Back in Indiana, I used to turn when the sign said Evergreen and I followed that road home.
The first place I bought but never belonged.
Where both my kids took their first steps.
Somehow, a day turned into a decade.
And on another, a marriage turned into a prison.
So many memories to escape.
No reward for good behavior.
No relief for time served.
The cell of my mind was decorated with the pictures of the moments I wanted to last
while I began planning my escape by running away from that house, back in Indiana,
that never felt like home.
One time I flew into Spokane;
I passed Indiana and turned onto Evergreen and I followed directions that led me back to you.
The first time a person felt like home.
Where I was free to be me and you only pretended you were you.
Where I would bring you lunch and a waterfall stood watch waiting for it all to change.
As a little girl, in Indiana, I’d stand among the Evergreen.
A mini forest planted by my grandma from pine cones she brought back from California.
Today nothing remains of the Evergreen once planted there.
The echos of memories decades long gone are all that remain of evergreen not native to where they were planted.
A forest that only pretended to belong there with me.
To me you became my Evergreen.
Sometimes I called you home.
A place I never belonged.
Other times a place I felt safe and secure.
But like that mini forest my grandma planted you weren’t meant to remain standing beside me.
He was obviously Indiana.
All he gave me was a million reasons to leave.
Eventually I found my own home in Idaho.
Out my bedroom window a single Blue Spruce stands guard and the view of a mountain in the distance reminds me that some things look good all on their own.
No more running.
No one to flee.
Untethered to Indiana.
Abandoned by the transplanted Evergreen.
Thanks to Evergreen and Indiana, I found the road back to me and home.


Your goal: Look through the lines below and copy each one that includes "input".

Data for the task:
──────────────────────────────

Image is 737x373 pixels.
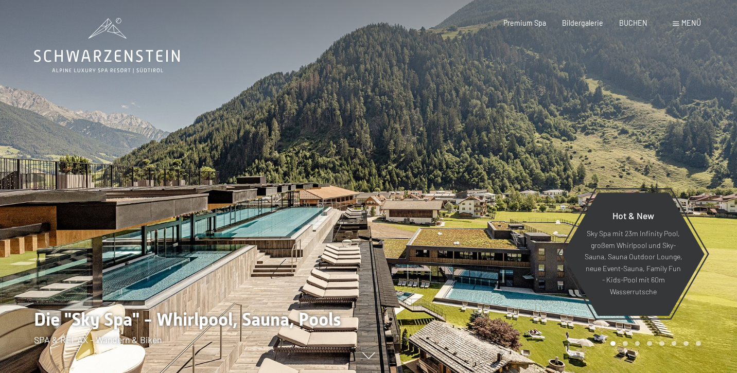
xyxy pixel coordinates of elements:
div: Carousel Page 5 [659,341,664,346]
span: Menü [681,19,701,27]
div: Carousel Page 8 [695,341,701,346]
div: Carousel Page 7 [683,341,688,346]
p: Sky Spa mit 23m Infinity Pool, großem Whirlpool und Sky-Sauna, Sauna Outdoor Lounge, neue Event-S... [584,228,682,298]
div: Carousel Page 6 [671,341,676,346]
div: Carousel Page 2 [622,341,628,346]
a: BUCHEN [619,19,647,27]
a: Hot & New Sky Spa mit 23m Infinity Pool, großem Whirlpool und Sky-Sauna, Sauna Outdoor Lounge, ne... [561,192,705,316]
span: Hot & New [612,210,654,221]
a: Bildergalerie [562,19,603,27]
a: Premium Spa [503,19,546,27]
div: Carousel Page 3 [635,341,640,346]
div: Carousel Page 4 [647,341,652,346]
div: Carousel Page 1 (Current Slide) [610,341,615,346]
div: Carousel Pagination [606,341,700,346]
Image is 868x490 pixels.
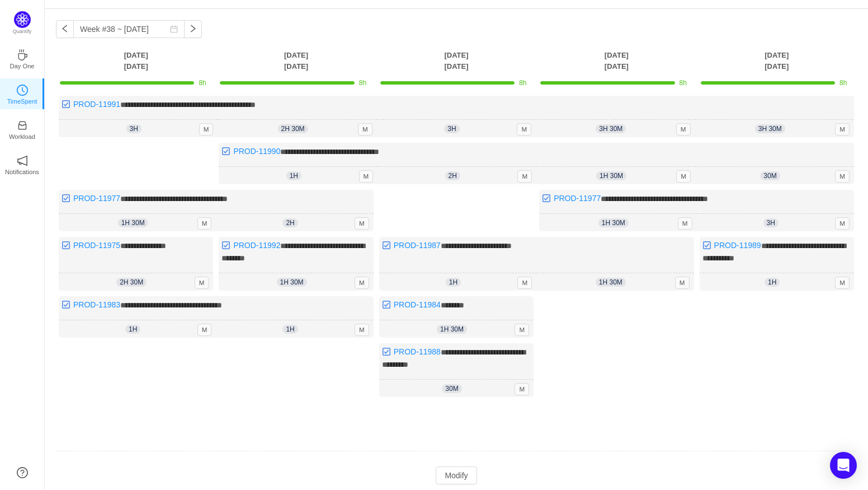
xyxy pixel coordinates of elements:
[394,347,441,356] a: PROD-11988
[16,120,28,131] i: icon: inbox
[830,452,857,478] div: Open Intercom Messenger
[355,324,369,336] span: M
[394,300,441,309] a: PROD-11984
[16,158,28,169] a: icon: notificationNotifications
[515,383,529,395] span: M
[16,466,28,478] a: icon: question-circle
[9,61,34,71] p: Day One
[282,218,298,227] span: 2h
[839,79,847,87] span: 8h
[74,20,185,38] input: Select a week
[763,218,779,227] span: 3h
[517,277,532,289] span: M
[16,85,28,96] i: icon: clock-circle
[170,25,178,33] i: icon: calendar
[678,217,693,230] span: M
[56,49,216,72] th: [DATE] [DATE]
[16,53,28,64] a: icon: coffeeDay One
[445,171,460,180] span: 2h
[286,171,302,180] span: 1h
[62,194,71,202] img: 10318
[382,300,391,309] img: 10318
[394,241,441,249] a: PROD-11987
[62,241,71,249] img: 10318
[595,278,626,286] span: 1h 30m
[197,324,212,336] span: M
[74,100,120,108] a: PROD-11991
[222,147,230,155] img: 10318
[355,217,369,230] span: M
[537,49,696,72] th: [DATE] [DATE]
[446,278,461,286] span: 1h
[437,325,467,333] span: 1h 30m
[16,155,28,166] i: icon: notification
[359,79,367,87] span: 8h
[358,123,372,136] span: M
[765,278,779,286] span: 1h
[596,171,627,180] span: 1h 30m
[74,194,120,202] a: PROD-11977
[382,347,391,356] img: 10318
[74,241,120,249] a: PROD-11975
[675,277,689,289] span: M
[126,124,142,133] span: 3h
[703,241,711,249] img: 10318
[222,241,230,249] img: 10318
[62,300,71,309] img: 10318
[125,325,140,333] span: 1h
[444,124,459,133] span: 3h
[542,194,551,202] img: 10318
[442,384,461,393] span: 30m
[696,49,857,72] th: [DATE] [DATE]
[277,278,307,286] span: 1h 30m
[14,11,31,28] img: Quantify
[282,325,298,333] span: 1h
[515,324,529,336] span: M
[16,88,28,99] a: icon: clock-circleTimeSpent
[16,123,28,134] a: icon: inboxWorkload
[595,124,626,133] span: 3h 30m
[197,217,212,230] span: M
[7,96,38,107] p: TimeSpent
[184,20,202,38] button: icon: right
[233,241,280,249] a: PROD-11992
[517,123,531,136] span: M
[835,277,849,289] span: M
[56,20,74,38] button: icon: left
[16,49,28,60] i: icon: coffee
[714,241,761,249] a: PROD-11989
[62,100,71,108] img: 10318
[355,277,369,289] span: M
[436,466,476,484] button: Modify
[755,124,785,133] span: 3h 30m
[359,170,374,183] span: M
[233,147,280,155] a: PROD-11990
[382,241,391,249] img: 10318
[194,277,209,289] span: M
[835,217,849,230] span: M
[13,28,32,36] p: Quantify
[517,170,532,183] span: M
[835,170,849,183] span: M
[554,194,601,202] a: PROD-11977
[760,171,779,180] span: 30m
[519,79,526,87] span: 8h
[198,79,206,87] span: 8h
[118,218,148,227] span: 1h 30m
[199,123,214,136] span: M
[216,49,376,72] th: [DATE] [DATE]
[599,218,628,227] span: 1h 30m
[9,132,35,142] p: Workload
[835,123,849,136] span: M
[278,124,308,133] span: 2h 30m
[676,170,691,183] span: M
[679,79,687,87] span: 8h
[676,123,691,136] span: M
[74,300,120,309] a: PROD-11983
[116,278,146,286] span: 2h 30m
[5,167,39,177] p: Notifications
[376,49,537,72] th: [DATE] [DATE]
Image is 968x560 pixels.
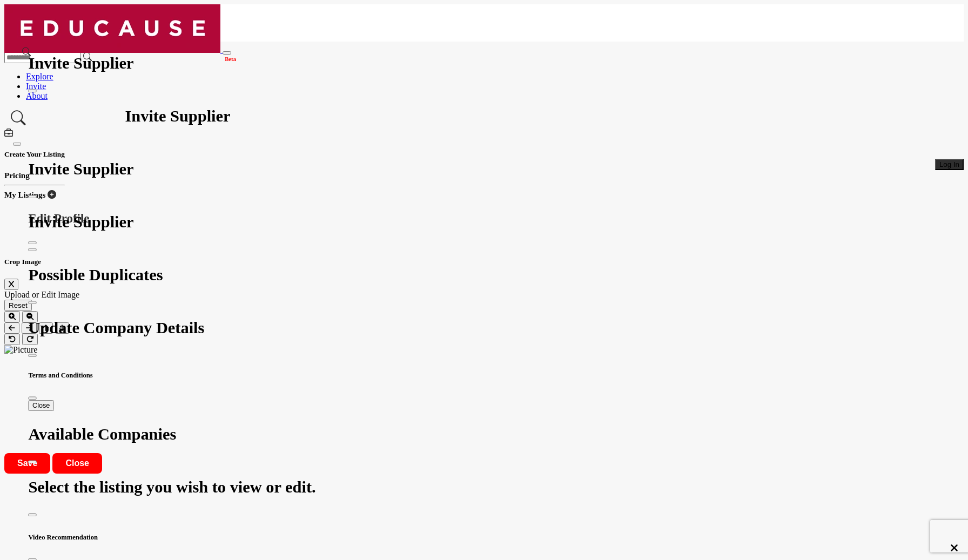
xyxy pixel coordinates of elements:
button: Close [28,354,37,358]
span: Reset [8,301,27,309]
h1: Update Company Details [28,318,939,338]
h1: Edit Profile [28,211,939,226]
h5: Video Recommendation [28,533,939,541]
span: Pricing [5,171,29,180]
a: Invite [26,81,46,91]
div: Create Your Listing [5,128,65,159]
button: Close [13,143,21,145]
a: Search [5,106,32,128]
h5: Create Your Listing [5,150,65,159]
button: Close [28,196,37,199]
button: Log In [935,159,963,170]
button: Reset [5,300,32,311]
button: Close [28,90,37,93]
div: Edit Profile Image [5,258,963,473]
div: Create Your Listing [5,170,65,199]
h1: Possible Duplicates [28,265,939,285]
h5: Crop Image [5,258,963,266]
h5: Terms and Conditions [28,372,939,380]
button: Save [5,453,50,474]
a: Explore [26,71,53,81]
button: Close [28,397,37,400]
button: Close [28,248,37,252]
button: Close [28,401,54,412]
button: Close Image Upload Modal [5,279,18,290]
img: Picture [5,345,38,355]
span: Upload or Edit Image [5,290,80,299]
a: Beta [5,46,222,55]
button: Close [28,460,37,464]
button: Close [28,513,37,517]
h1: Invite Supplier [28,213,939,232]
a: About [26,92,48,101]
h1: Select the listing you wish to view or edit. [28,478,939,497]
h1: Available Companies [28,425,939,444]
img: site Logo [5,5,220,53]
h1: Invite Supplier [28,160,939,178]
button: Close [28,301,37,305]
h1: Invite Supplier [28,54,939,73]
b: My Listings [5,190,46,199]
h1: Invite Supplier [124,107,230,126]
button: Toggle navigation [222,51,231,55]
span: Log In [939,160,959,168]
input: Search [5,52,81,63]
a: Pricing [5,170,29,180]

──────────────────────────────

Output:
[74,20,185,38] input: Select a week
input: Search [5,52,81,63]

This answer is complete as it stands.